In December 1976 the PNP won a landslide victory, winning 47 of the 60 seats. Four months later the party was in complete disarray, hopelessly divided around its economic policy. As the economy deteriorated the divisions within the party became more extreme until 1980 when the PNP went down to its worst defeat since 1944.
This time around, the capacity of the party to unite around its economic
policy is again going to be put to the test, and the first hurdle will be at the budget presentation in April. For the last thirteen years Omar Davies as Minister of Finance has presided over the economy. He has never been accorded his due for the improvements to the economy under his stewardship.
The problem is that despite the data, the public does not share his view of progress and steadfastly refuses to believe that the extreme poverty which is their lot cannot be addressed immediately.
FAITH
For the masses the investment of faith in Simpson Miller is expected to bring an immediate substantial return in the form of jobs, and a comprehensive improvement of the physical environment in which they live.

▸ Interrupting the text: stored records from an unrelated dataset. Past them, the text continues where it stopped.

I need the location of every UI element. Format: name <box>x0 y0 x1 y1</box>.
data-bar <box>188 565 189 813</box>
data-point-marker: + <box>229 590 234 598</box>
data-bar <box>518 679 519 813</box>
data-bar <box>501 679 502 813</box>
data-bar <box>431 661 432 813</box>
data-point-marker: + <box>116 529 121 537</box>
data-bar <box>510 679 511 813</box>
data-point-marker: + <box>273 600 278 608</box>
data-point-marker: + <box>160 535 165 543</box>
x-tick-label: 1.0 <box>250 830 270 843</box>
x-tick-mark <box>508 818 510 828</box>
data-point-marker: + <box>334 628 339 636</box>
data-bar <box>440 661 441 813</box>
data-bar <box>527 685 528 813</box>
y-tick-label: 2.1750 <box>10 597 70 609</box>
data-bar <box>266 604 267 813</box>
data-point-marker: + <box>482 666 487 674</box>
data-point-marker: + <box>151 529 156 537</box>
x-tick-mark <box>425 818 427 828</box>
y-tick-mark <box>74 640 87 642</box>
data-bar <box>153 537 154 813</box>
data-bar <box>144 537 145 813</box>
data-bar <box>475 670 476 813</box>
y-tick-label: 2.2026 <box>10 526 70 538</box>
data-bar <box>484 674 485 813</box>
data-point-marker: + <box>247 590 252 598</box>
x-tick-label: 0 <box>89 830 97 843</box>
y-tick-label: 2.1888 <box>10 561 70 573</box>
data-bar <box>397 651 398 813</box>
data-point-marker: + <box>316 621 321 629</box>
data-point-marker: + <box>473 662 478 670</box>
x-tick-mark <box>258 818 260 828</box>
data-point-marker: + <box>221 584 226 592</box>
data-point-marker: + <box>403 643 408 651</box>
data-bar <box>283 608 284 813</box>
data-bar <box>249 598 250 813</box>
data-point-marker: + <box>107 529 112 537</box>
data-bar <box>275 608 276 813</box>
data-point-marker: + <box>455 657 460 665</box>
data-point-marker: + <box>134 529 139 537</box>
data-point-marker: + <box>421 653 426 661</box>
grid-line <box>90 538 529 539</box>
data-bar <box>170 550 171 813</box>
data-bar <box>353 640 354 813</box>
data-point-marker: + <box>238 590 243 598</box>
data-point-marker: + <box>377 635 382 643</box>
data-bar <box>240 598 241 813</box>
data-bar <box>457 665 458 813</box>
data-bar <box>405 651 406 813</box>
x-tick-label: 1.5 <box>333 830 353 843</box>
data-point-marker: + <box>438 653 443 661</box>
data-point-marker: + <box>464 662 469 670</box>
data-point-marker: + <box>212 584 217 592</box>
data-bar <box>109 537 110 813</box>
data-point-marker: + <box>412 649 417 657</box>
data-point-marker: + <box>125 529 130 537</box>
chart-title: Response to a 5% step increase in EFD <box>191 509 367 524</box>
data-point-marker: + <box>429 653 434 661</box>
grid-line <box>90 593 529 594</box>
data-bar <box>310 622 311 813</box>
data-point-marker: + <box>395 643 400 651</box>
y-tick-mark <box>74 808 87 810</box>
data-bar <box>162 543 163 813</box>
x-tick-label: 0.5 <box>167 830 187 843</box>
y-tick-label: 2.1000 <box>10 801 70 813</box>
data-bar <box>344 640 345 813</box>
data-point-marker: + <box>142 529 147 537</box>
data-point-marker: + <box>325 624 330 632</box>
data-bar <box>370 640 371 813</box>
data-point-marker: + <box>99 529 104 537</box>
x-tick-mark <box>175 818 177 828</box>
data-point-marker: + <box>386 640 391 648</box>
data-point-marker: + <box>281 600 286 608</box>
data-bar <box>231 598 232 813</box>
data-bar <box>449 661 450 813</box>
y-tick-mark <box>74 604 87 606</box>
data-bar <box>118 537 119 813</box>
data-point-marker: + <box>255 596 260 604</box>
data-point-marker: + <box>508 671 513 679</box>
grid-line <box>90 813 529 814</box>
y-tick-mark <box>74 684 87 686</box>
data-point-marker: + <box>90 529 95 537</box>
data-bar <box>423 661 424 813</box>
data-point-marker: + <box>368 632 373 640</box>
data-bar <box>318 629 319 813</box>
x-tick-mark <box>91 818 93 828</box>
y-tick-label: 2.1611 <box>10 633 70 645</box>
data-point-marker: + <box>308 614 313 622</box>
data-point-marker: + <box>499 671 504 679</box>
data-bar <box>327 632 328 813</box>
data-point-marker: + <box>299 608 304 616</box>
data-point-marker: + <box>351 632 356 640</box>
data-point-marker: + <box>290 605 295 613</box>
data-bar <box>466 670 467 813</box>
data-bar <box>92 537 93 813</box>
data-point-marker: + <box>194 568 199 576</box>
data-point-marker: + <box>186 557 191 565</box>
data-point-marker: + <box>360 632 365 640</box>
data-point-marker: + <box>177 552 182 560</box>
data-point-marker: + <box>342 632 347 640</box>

The reality is they are hardly aware that the country has borrowed to its limit and will have to earn before it can spend. They have never been sufficiently educated around the fact that tourism is our only competitive export, and that despite our investment in education only a quarter of our students pass English and mathematics at the CXC level.
These persistently low levels of education and training are manifested in the low productivity of our labour force and in an economy which had hardly grown in over 30 years. This is what accounts for the joblessness and the marked drift towards crime and anarchy.

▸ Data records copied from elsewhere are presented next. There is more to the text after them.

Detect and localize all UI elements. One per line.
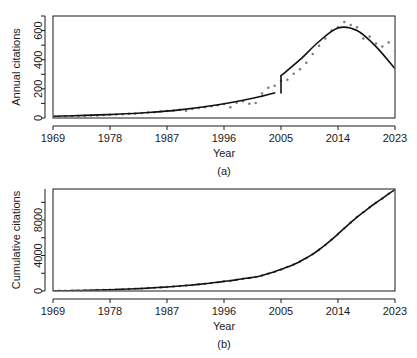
data-point: [375, 42, 378, 45]
x-tick-label: 1969: [41, 132, 65, 144]
data-layer: [52, 21, 397, 118]
x-tick-label: 1978: [98, 132, 122, 144]
panel-a-annual-citations: 19691978198719962005201420230200400600An…: [0, 0, 417, 179]
data-point: [299, 68, 302, 71]
data-point: [318, 44, 321, 47]
data-point: [387, 41, 390, 44]
data-point: [356, 26, 359, 29]
x-tick-label: 1978: [98, 305, 122, 317]
data-point: [273, 84, 276, 87]
plot-frame: [53, 16, 395, 118]
y-tick-label: 0: [32, 288, 44, 294]
x-tick-label: 2023: [383, 305, 407, 317]
x-tick-label: 1996: [212, 132, 236, 144]
cumulative-citations-plot: 1969197819871996200520142023040008000Cum…: [0, 179, 417, 358]
data-point: [229, 106, 232, 109]
data-point: [267, 86, 270, 89]
fitted-line-segment-2: [281, 27, 395, 76]
data-point: [248, 103, 251, 106]
x-tick-label: 1996: [212, 305, 236, 317]
x-tick-label: 2014: [326, 132, 350, 144]
x-tick-label: 1987: [155, 305, 179, 317]
x-axis-label: Year: [213, 147, 236, 159]
plot-frame: [53, 189, 395, 291]
x-axis-label: Year: [213, 320, 236, 332]
y-axis-label: Annual citations: [10, 28, 22, 106]
data-point: [286, 79, 289, 82]
data-point: [362, 37, 365, 40]
x-tick-label: 1987: [155, 132, 179, 144]
panel-b-cumulative-citations: 1969197819871996200520142023040008000Cum…: [0, 179, 417, 358]
y-tick-label: 4000: [32, 243, 44, 267]
x-tick-label: 2005: [269, 305, 293, 317]
x-tick-label: 2005: [269, 132, 293, 144]
panel-label: (b): [217, 338, 230, 350]
data-point: [292, 73, 295, 76]
y-axis-label: Cumulative citations: [10, 190, 22, 289]
y-tick-label: 8000: [32, 208, 44, 232]
data-point: [349, 24, 352, 27]
data-point: [305, 61, 308, 64]
y-tick-label: 0: [32, 115, 44, 121]
fitted-curve: [53, 190, 395, 291]
data-point: [381, 45, 384, 48]
y-tick-label: 600: [32, 21, 44, 39]
x-tick-label: 2014: [326, 305, 350, 317]
citations-figure: 19691978198719962005201420230200400600An…: [0, 0, 417, 358]
y-tick-label: 200: [32, 80, 44, 98]
data-point: [311, 53, 314, 56]
y-tick-label: 400: [32, 51, 44, 69]
data-point: [343, 21, 346, 24]
fitted-line-segment-1: [53, 93, 275, 116]
data-layer: [52, 188, 397, 292]
x-tick-label: 2023: [383, 132, 407, 144]
data-point: [368, 35, 371, 38]
data-point: [254, 102, 256, 105]
annual-citations-plot: 19691978198719962005201420230200400600An…: [0, 0, 417, 179]
data-point: [261, 92, 264, 95]
panel-label: (a): [217, 165, 230, 177]
x-tick-label: 1969: [41, 305, 65, 317]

If the PNP is to unite around its economic policy and speak with one voice after the presentation of the budget everyone will have to make concessions. Omar Davies cannot continue to adopt the posture of an imperious schoolmaster speaking to delinquent students and the new leader will have to spend a part of her political capital in explaining that the satisfaction of wants are limited by the ability to pay.
There is also the sobering lesson that once the elections are over the electorate gives way in strategic importance to the investors in the economy and the holders of the national debt. Leadership, therefore, is faced with the task of simultaneously of addressing the concerns of divergent interests.
This brings me to the immense political capital which Portia Simpson Miller has accumulated. There are those who contend that this capital can be compared to that of Michael Manley in 1972 and Seaga in 1980.
As is to be expected, there is no shortage of volunteers ready and willing to expend it. First, there are the opportunists who are now tripping over themselves to establish either some point of connection with her present political fortunes, or to manufacture some evidence of
support during the campaign.
These are closely followed by those who spare no effort to exaggerate their role in the campaign, thus giving credence to the maxim, "Success has a thousand fathers but failure is an orphan."
IMPORTANT POSITIONS
This group has already assigned themselves important positions in the state ranging form cabinet minister to the chairmanship of the biggest state corporations. Finally, there are important sources of guidance which seem set to exert considerable
influence in this extremely important period of transition.
The question is which of these groups, if any, will be given the
opportunity of spending the political capital that she has accumulated over three decades in the political vineyard? My own view is that despite the competing claims, her political capital is going to be spent on her terms and as a result of her interpretation of political reality.